Pittsburgh Tribune-Review
29 October 2013
By David Conti, Staff Reporter
David Conti 412-388-5802

Regulators are working on an environmental agreement with a Warren County water treatment plant targeted by a federal lawsuit and accusations it is polluting the Allegheny River, the state Department of Environmental Protection said on Tuesday.

Testing found radiation in the water 150 miles upstream of Pittsburgh. Waste Treatment Corp. in Warren said it is trying to find the source and contends it is not coming from fracking waste.

“We have to do something different,” said Michael Arnold, vice president of operations at the company. “We're trying to work in the same direction.”

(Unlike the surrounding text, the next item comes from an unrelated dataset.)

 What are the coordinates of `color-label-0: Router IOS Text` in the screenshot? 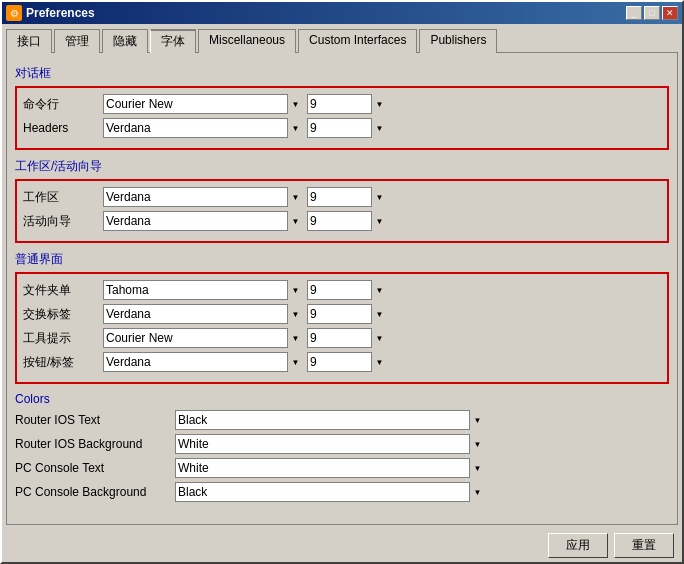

The environmental group Clean Water Action this week sued Waste Treatment in federal court, accusing the company of dumping illegal amounts of wastewater from oil and gas drilling into the river near Allegheny National Forest.

Arnold and DEP spokesman Gary Clark said the company is not discharging wastewater from hydraulic fracturing, or fracking, the process used to get gas from Marcellus shale. The company sends that water to a nearby injection well.

The DEP has said conventional drilling and fracking can produce wastewater containing radioactive pollutants. Waste Treatment said it stopped treating and discharging fracking wastewater in 2011.

The DEP in September issued a violation notice against Waste Treatment based on biological studies last year that show it “failed to control discharge to protect aquatic life in the Allegheny River.” The agency then filed a notice in Commonwealth Court indicating it intended to sue Waste Treatment.

Clean Water Action said it worried DEP was not doing enough to stop Waste Treatment from polluting the river while the agency reviewed a new discharge permit application.

Clark said the agency is working with the company to write a consent decree that would stop the violations. The DEP will publicize the decree before submitting it to Commonwealth Court for approval, he said.